Why is it so infuriatingly hard to deploy lambdas with terraform using codepipeline\codedeploy

From what I can tell using the terraform archive_file within codebuild (pretty sure because of getting new timestamps) the zip files will hash differently each time. From what I can tell most people .zip their lambdas during the build process anyways, after linting etc.. so they don’t recommend using terraform for the zipping… I spent way too much time trying to get it to work anyways… cause I’m like bashing my head on problems I guess.

Anyways, this article recommends

View at Medium.com

In order to deploy updated Lambda function code when it is available and preventing unnecessary uploads, we need to re-process the data.archive_file source only when the source files (and only the relevant ones) have been modified.

A convenient way to do that is to set the ZIP file name to a “random UUID” and tie it to a hash of the actual source code files:

This didn’t work for me though….

This article says,

https://poznyakovskiy.medium.com/aws-lambda-and-terraform-a-fully-automated-deployment-pipeline-c5e3e520455c

Terraform provides the attribute source_code_hash to detect changes to the Lambda function code and update the Lambda. It expects a SHA256 hash of the zipfile with the code which we pass via aws_s3_bucket_object . This resource could provide access to the zipfile and return its checksum, but there is a catch: Terraform returns the MD5 checksum which, passed as the code hash, would trigger a rebuild every time. So, we build the SHA256 hash via command line and upload it alongside the zipfile as a file named lambda.zip.sha256.

This almost worked for me, but I was still getting hash changes so fixed it like this

- echo "set the filestamp the same"
- find folder/function/code -exec touch -t 201301250000 {} +
- zip -rq -D -X -9 -j app.zip folder/function/code/app.py
- touch -t 201301250000 {} + app.zip
- openssl dgst -sha256 -binary app.zip | openssl enc -base64 > app.zip.sha256

Basically set everything to the same date, zip it (-j junks the path so the lambda is unzipped correctly) and then set the timestamp on the zip before hashing

Then inside the terraform itself

data "aws_s3_object" "source_hash" {
  bucket                  = local.lambda_bucket_name
  key                     = "${local.lambda_s3_key}.sha256"
}

resource "aws_lambda_function" "send-msg_lambdafunc" {
  s3_bucket         = local.lambda_bucket_name
  s3_key            = local.lambda_s3_key
  source_code_hash = chomp(data.aws_s3_object.source_hash.body)

Reference it using an aws_s3_object (new style) the final trick is to chomp the value store in the .sha256 (because it has a linefeed which of course screws up the hash compare.)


EXERCISE DESCRIPTION: Print each line exactly, beginning with the one where "Find the location of a particular element. Image" appears and ending at the last line below.

== Segment start ==

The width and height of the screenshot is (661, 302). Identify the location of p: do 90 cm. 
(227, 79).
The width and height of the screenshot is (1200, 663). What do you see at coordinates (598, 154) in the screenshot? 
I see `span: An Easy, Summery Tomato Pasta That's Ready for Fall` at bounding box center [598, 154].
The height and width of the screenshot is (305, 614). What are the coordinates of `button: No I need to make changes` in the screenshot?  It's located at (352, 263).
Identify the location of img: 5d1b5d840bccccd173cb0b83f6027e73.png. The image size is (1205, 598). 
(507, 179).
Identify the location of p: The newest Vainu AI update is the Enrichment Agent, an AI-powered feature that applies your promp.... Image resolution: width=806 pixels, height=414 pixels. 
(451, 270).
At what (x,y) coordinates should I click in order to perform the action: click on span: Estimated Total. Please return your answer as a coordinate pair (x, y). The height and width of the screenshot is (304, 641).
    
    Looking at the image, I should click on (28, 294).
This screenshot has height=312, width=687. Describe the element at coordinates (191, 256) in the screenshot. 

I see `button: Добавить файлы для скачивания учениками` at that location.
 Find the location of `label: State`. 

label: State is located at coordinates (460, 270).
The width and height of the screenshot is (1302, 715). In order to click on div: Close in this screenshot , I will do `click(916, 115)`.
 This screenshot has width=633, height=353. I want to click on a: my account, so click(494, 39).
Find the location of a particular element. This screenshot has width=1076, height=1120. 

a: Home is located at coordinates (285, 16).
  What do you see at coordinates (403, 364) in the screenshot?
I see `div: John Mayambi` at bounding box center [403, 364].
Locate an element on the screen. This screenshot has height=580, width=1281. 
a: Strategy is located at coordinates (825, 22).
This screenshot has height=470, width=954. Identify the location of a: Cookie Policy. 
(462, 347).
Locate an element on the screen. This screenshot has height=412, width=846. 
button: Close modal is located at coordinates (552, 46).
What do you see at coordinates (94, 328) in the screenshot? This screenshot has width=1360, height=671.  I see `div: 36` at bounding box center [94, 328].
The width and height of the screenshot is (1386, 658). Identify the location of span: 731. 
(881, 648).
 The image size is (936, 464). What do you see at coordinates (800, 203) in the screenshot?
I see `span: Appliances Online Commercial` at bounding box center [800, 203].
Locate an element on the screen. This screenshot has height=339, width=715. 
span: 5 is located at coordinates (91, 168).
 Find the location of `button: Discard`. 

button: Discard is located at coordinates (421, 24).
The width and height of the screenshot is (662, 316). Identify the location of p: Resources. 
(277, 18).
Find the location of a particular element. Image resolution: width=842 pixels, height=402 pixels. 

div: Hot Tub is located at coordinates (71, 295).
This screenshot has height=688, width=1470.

== Segment end ==

EXERCISE SOLUTION:
Find the location of a particular element. Image resolution: width=842 pixels, height=402 pixels. 

div: Hot Tub is located at coordinates (71, 295).
This screenshot has height=688, width=1470.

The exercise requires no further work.